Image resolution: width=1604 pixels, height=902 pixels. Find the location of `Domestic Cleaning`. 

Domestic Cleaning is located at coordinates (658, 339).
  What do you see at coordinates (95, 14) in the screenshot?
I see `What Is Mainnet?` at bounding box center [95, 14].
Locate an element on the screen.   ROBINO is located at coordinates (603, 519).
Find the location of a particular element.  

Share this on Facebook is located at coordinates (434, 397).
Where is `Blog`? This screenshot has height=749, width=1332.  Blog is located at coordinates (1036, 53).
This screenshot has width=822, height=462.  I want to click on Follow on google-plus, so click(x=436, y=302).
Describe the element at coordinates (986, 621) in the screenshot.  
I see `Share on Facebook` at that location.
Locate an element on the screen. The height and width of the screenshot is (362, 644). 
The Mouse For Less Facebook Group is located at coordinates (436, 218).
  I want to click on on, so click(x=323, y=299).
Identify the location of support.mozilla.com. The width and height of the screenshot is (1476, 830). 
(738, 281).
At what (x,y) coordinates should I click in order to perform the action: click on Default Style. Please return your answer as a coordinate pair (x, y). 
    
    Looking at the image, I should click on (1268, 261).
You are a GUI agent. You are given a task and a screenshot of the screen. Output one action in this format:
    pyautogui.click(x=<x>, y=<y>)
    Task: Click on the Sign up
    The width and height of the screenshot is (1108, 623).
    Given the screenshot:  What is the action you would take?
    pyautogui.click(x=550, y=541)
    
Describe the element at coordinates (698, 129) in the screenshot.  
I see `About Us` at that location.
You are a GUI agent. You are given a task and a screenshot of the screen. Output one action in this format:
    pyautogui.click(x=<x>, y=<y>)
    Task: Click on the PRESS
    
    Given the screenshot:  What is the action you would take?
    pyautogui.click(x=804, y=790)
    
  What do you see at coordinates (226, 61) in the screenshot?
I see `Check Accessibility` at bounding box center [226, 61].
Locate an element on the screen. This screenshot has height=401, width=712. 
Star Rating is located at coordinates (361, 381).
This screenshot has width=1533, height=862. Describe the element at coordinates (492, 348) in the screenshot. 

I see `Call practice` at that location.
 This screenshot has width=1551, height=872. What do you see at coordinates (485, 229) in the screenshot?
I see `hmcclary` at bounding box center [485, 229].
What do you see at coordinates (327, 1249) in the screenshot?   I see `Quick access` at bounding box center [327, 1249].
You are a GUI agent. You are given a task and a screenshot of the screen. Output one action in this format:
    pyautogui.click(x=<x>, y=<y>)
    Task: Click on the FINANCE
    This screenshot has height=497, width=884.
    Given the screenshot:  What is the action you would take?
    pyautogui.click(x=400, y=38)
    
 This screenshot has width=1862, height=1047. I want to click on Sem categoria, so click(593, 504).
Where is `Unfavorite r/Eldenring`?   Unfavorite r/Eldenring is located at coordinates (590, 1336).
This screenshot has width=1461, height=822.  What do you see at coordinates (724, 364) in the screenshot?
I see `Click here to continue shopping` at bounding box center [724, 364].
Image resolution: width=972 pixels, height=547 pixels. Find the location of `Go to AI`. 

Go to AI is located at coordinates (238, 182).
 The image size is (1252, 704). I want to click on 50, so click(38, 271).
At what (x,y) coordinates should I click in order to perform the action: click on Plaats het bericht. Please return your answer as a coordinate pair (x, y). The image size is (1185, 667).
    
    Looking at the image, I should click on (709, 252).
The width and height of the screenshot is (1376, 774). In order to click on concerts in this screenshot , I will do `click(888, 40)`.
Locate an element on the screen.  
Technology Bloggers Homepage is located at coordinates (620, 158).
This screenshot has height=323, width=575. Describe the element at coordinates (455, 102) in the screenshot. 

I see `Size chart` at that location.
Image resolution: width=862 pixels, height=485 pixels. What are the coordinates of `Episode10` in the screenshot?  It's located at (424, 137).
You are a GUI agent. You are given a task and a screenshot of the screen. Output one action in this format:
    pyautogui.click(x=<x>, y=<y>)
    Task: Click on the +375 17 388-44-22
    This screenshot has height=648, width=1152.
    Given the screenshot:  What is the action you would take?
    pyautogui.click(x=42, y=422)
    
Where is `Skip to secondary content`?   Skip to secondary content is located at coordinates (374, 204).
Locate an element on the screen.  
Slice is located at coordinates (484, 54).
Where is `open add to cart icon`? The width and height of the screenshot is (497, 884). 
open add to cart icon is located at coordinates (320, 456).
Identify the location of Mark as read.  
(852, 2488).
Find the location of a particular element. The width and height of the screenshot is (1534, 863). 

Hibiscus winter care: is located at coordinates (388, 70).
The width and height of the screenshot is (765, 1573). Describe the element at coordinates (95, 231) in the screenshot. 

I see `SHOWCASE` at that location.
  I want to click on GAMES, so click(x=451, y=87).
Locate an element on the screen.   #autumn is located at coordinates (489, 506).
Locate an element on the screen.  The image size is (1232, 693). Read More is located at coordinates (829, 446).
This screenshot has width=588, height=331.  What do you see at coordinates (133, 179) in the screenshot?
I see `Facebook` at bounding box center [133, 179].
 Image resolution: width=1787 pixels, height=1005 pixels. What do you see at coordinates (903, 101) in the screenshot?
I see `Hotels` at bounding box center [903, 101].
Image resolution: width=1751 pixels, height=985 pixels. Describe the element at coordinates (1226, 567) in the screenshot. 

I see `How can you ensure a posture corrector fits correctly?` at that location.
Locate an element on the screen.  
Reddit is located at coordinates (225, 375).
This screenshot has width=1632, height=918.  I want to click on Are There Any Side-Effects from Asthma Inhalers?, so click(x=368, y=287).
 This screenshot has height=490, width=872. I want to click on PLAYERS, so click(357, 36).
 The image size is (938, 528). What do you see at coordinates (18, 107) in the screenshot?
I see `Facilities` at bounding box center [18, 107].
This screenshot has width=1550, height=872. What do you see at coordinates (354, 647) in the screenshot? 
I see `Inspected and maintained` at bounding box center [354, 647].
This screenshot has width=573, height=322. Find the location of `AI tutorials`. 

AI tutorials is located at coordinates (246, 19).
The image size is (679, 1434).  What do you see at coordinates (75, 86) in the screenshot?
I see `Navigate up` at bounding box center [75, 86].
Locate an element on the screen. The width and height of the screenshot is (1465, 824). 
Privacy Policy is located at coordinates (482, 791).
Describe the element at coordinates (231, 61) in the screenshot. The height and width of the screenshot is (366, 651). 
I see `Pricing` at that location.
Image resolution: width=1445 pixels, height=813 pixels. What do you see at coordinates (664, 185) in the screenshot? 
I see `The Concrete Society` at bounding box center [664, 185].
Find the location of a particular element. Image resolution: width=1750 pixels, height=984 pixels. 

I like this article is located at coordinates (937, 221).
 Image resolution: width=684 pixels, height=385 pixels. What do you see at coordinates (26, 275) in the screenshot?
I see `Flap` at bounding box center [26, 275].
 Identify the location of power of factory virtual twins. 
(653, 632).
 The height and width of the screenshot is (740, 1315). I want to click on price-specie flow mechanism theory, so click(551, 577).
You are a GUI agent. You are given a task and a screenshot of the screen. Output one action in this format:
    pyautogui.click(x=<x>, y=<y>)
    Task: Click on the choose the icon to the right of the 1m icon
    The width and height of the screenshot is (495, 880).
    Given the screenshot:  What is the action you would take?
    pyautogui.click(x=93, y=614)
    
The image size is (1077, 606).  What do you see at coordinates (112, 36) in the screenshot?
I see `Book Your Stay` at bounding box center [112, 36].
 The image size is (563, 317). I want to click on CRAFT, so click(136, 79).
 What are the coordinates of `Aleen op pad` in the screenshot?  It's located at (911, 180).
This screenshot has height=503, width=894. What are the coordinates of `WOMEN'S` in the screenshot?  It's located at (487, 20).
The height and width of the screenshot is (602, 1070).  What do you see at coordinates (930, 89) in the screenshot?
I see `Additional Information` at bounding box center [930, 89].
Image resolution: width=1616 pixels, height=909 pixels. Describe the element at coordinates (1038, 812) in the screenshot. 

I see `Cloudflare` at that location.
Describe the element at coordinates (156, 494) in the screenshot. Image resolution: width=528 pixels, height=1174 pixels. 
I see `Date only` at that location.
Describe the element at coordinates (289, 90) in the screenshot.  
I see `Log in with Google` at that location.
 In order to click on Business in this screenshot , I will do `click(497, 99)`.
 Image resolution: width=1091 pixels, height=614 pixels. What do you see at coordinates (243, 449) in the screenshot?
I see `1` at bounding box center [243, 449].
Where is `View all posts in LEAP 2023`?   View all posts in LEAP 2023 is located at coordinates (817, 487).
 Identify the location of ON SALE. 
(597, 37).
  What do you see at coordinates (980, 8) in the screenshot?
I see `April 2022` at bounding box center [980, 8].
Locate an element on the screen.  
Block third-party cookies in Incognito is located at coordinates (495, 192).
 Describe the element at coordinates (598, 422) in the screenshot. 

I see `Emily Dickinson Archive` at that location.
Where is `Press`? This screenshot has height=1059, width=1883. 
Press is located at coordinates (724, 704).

» Exercise goal:
Reproduce exactly, with nothing added, the lines from the one that contains "has height=1059, width=1883." to the end of the data.

» The completed task:
Where is `Press`? This screenshot has height=1059, width=1883. 
Press is located at coordinates (724, 704).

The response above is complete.